Liang Wu
SEAP Postdoctoral Associate
Dr. Liang Wu is a Postdoctoral Associate of Environmental Humanities in the Southeast Asia Program (SEAP) as part of the Mario Einaudi Center for International Studies at Cornell University. He is also affiliated with the Department of Science & Technology Studies and the interdepartmental consortium Cornell Oceans. Dr. Wu received his Ph.D. in Anthropology from the Graduate Center, City University of New York. He is a former Visiting Assistant Professor at Bates College and a Science Communication and Marine Policy Knauss Fellow at the U.S. federal agency National Oceanic and Atmospheric Administration (NOAA), having sailed on the NOAA Ship Okeanos Explorer for a deep-sea expedition.
Dr. Wu’s interdisciplinary maritime research and teaching bridges social oceanography and blue humanities, political ecology and economy, and critical mobility, technology, labor, policy, globalization, and Anthropocene studies. He seeks to understand the complex relationship between humanity and the oceans, and examine the intersection of the transregional economy, society, and environment of the sea and beyond, especially in this age of the Great Acceleration and the Blue Acceleration. Dr. Wu’s scholarship has been widely recognized and supported by the National Science Foundation, Social Science Research Council, Wenner-Gren Foundation, Center for Engaged Scholarship, and Ralph Bunche Institute for International Studies among other funding agencies.
Since 2006, through multisited ethnographic fieldwork at ports, onboard, overseas, and online, Dr. Wu has been studying the lifeworlds and lifeways of seafarers – maritime workers delivering 90% of international trade who largely come from the Global South regions of Asian countries, including the Philippines, China, India, Indonesia, etc. His work specifically delves into the techno-economic, infrastructural, legal, geographical, social, and environmental conditions and consequences of container shipping in the postwar era, thereby unraveling the structural and systematic workings of the global material economy on which contemporary societies depend.
Dr. Wu’s postdoctoral research examines shipping decarbonization that involves the developments of alternative fuels, digital technologies, and green corridors at sea as part of the “4th Propulsion Revolution.” He is looking at the socio-environmental politics and dynamics of such endeavors on the ground and the deck, and above and below water, bringing together natural and social sciences, and academia, industry, policy, and society. Specifically, Dr. Wu argues that Global-South seafarers are increasingly tasked with performing industrial and planetary sustainability as hands-on environmental technicians through their changing everyday, embodied seamanship and seakeeping across and beyond jurisdictions and the Anthropocene Ocean.
Dr. Wu is teaching at Cornell a course on ocean technopolitics and global futures about a variety of contemporary and emergent sea-based sociotechnical systems such as industrial fishing, offshore energy, marine biotechnology, deep-sea mining, and geoengineering; he is joining and leading interdisciplinary seminars, and giving lectures at and outside Cornell while working on his publications, including his book project The New Leviathan which argues that the postwar shipping industry has constituted a planetary regime in which the imperative of cargo mobility authorizes technocratic power over human and nonhuman lives and the environment. His work tackles the sea and “power” – in its various senses from propulsion to organization, governance, and resilience.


§ Exercise
Copy the records below word for word, leaving out nothing.
***** Task data *****
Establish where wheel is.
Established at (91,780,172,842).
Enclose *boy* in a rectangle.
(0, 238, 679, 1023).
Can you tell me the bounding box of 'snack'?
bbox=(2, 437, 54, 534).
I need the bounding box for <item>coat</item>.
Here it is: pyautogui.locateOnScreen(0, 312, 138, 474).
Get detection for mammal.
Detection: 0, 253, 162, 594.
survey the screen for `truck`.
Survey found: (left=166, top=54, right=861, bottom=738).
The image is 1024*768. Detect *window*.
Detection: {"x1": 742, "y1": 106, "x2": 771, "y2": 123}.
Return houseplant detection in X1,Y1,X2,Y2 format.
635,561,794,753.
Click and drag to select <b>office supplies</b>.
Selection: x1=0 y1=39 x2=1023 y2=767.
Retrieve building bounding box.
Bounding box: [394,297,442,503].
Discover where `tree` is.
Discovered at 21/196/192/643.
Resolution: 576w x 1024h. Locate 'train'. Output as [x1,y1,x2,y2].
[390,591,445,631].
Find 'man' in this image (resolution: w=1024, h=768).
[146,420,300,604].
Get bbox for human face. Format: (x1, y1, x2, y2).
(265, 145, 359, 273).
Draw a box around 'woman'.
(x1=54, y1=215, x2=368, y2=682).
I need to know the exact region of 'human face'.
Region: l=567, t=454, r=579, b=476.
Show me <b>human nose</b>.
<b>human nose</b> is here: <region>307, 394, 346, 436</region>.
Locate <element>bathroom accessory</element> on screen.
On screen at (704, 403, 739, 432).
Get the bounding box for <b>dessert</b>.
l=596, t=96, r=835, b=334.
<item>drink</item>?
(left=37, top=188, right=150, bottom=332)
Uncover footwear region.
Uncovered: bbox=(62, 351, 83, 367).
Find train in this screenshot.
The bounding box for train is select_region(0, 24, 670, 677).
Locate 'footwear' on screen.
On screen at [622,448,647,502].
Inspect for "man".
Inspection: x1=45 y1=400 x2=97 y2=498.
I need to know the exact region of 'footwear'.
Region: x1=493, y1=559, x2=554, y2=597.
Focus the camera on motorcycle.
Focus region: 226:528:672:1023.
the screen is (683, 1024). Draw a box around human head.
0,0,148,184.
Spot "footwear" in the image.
*****
§ Answer
Establish where wheel is.
Established at (91,780,172,842).
Enclose *boy* in a rectangle.
(0, 238, 679, 1023).
Can you tell me the bounding box of 'snack'?
bbox=(2, 437, 54, 534).
I need the bounding box for <item>coat</item>.
Here it is: pyautogui.locateOnScreen(0, 312, 138, 474).
Get detection for mammal.
Detection: 0, 253, 162, 594.
survey the screen for `truck`.
Survey found: (left=166, top=54, right=861, bottom=738).
The image is 1024*768. Detect *window*.
Detection: {"x1": 742, "y1": 106, "x2": 771, "y2": 123}.
Return houseplant detection in X1,Y1,X2,Y2 format.
635,561,794,753.
Click and drag to select <b>office supplies</b>.
Selection: x1=0 y1=39 x2=1023 y2=767.
Retrieve building bounding box.
Bounding box: [394,297,442,503].
Discover where `tree` is.
Discovered at 21/196/192/643.
Resolution: 576w x 1024h. Locate 'train'. Output as [x1,y1,x2,y2].
[390,591,445,631].
Find 'man' in this image (resolution: w=1024, h=768).
[146,420,300,604].
Get bbox for human face. Format: (x1, y1, x2, y2).
(265, 145, 359, 273).
Draw a box around 'woman'.
(x1=54, y1=215, x2=368, y2=682).
I need to know the exact region of 'human face'.
Region: l=567, t=454, r=579, b=476.
Show me <b>human nose</b>.
<b>human nose</b> is here: <region>307, 394, 346, 436</region>.
Locate <element>bathroom accessory</element> on screen.
On screen at (704, 403, 739, 432).
Get the bounding box for <b>dessert</b>.
l=596, t=96, r=835, b=334.
<item>drink</item>?
(left=37, top=188, right=150, bottom=332)
Uncover footwear region.
Uncovered: bbox=(62, 351, 83, 367).
Find train in this screenshot.
The bounding box for train is select_region(0, 24, 670, 677).
Locate 'footwear' on screen.
On screen at [622,448,647,502].
Inspect for "man".
Inspection: x1=45 y1=400 x2=97 y2=498.
I need to know the exact region of 'footwear'.
Region: x1=493, y1=559, x2=554, y2=597.
Focus the camera on motorcycle.
Focus region: 226:528:672:1023.
the screen is (683, 1024). Draw a box around human head.
0,0,148,184.
Spot "footwear" in the image.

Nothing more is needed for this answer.